What is expected: All of the records listed below should be retyped exactly.

Top of Provided information

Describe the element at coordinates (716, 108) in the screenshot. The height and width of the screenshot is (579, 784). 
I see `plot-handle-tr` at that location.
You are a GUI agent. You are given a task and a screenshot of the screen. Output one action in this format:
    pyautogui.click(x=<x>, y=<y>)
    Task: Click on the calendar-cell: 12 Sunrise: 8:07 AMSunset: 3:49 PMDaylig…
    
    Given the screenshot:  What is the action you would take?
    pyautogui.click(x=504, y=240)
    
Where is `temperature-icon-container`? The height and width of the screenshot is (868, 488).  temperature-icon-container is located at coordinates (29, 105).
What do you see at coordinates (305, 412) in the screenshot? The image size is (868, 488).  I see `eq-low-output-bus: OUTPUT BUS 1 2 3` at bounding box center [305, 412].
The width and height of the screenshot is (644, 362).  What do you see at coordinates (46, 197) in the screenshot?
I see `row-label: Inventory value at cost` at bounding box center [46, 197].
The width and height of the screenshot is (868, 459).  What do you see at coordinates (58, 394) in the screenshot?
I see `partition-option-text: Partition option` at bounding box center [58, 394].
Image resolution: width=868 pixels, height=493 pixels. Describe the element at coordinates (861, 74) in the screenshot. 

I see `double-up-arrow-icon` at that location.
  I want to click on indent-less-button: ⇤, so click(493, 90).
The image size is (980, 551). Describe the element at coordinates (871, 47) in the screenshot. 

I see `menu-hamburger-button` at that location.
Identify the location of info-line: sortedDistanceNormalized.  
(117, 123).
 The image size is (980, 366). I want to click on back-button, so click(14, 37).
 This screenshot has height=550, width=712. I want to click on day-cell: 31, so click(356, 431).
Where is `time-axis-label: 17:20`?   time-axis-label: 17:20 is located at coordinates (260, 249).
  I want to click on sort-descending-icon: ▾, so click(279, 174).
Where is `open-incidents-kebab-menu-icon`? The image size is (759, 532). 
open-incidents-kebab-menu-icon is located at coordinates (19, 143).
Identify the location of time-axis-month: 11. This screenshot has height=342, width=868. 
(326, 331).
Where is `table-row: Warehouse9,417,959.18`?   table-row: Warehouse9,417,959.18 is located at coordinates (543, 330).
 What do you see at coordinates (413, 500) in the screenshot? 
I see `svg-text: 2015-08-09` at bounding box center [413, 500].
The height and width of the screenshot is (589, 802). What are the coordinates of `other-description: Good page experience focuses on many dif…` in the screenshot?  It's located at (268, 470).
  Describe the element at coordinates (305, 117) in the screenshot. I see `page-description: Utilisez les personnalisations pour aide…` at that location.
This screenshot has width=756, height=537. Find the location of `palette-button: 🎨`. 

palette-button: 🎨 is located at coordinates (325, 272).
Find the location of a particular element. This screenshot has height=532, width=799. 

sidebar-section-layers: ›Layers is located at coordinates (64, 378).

Bottom of Provided information

Output for this task:
Describe the element at coordinates (716, 108) in the screenshot. The height and width of the screenshot is (579, 784). 
I see `plot-handle-tr` at that location.
You are a GUI agent. You are given a task and a screenshot of the screen. Output one action in this format:
    pyautogui.click(x=<x>, y=<y>)
    Task: Click on the calendar-cell: 12 Sunrise: 8:07 AMSunset: 3:49 PMDaylig…
    
    Given the screenshot:  What is the action you would take?
    pyautogui.click(x=504, y=240)
    
Where is `temperature-icon-container`? The height and width of the screenshot is (868, 488).  temperature-icon-container is located at coordinates (29, 105).
What do you see at coordinates (305, 412) in the screenshot? The image size is (868, 488).  I see `eq-low-output-bus: OUTPUT BUS 1 2 3` at bounding box center [305, 412].
The width and height of the screenshot is (644, 362).  What do you see at coordinates (46, 197) in the screenshot?
I see `row-label: Inventory value at cost` at bounding box center [46, 197].
The width and height of the screenshot is (868, 459).  What do you see at coordinates (58, 394) in the screenshot?
I see `partition-option-text: Partition option` at bounding box center [58, 394].
Image resolution: width=868 pixels, height=493 pixels. Describe the element at coordinates (861, 74) in the screenshot. 

I see `double-up-arrow-icon` at that location.
  I want to click on indent-less-button: ⇤, so click(493, 90).
The image size is (980, 551). Describe the element at coordinates (871, 47) in the screenshot. 

I see `menu-hamburger-button` at that location.
Identify the location of info-line: sortedDistanceNormalized.  
(117, 123).
 The image size is (980, 366). I want to click on back-button, so click(14, 37).
 This screenshot has height=550, width=712. I want to click on day-cell: 31, so click(356, 431).
Where is `time-axis-label: 17:20`?   time-axis-label: 17:20 is located at coordinates (260, 249).
  I want to click on sort-descending-icon: ▾, so click(279, 174).
Where is `open-incidents-kebab-menu-icon`? The image size is (759, 532). 
open-incidents-kebab-menu-icon is located at coordinates (19, 143).
Identify the location of time-axis-month: 11. This screenshot has height=342, width=868. 
(326, 331).
Where is `table-row: Warehouse9,417,959.18`?   table-row: Warehouse9,417,959.18 is located at coordinates (543, 330).
 What do you see at coordinates (413, 500) in the screenshot? 
I see `svg-text: 2015-08-09` at bounding box center [413, 500].
The height and width of the screenshot is (589, 802). What are the coordinates of `other-description: Good page experience focuses on many dif…` in the screenshot?  It's located at (268, 470).
  Describe the element at coordinates (305, 117) in the screenshot. I see `page-description: Utilisez les personnalisations pour aide…` at that location.
This screenshot has width=756, height=537. Find the location of `palette-button: 🎨`. 

palette-button: 🎨 is located at coordinates (325, 272).
Find the location of a particular element. This screenshot has height=532, width=799. 

sidebar-section-layers: ›Layers is located at coordinates (64, 378).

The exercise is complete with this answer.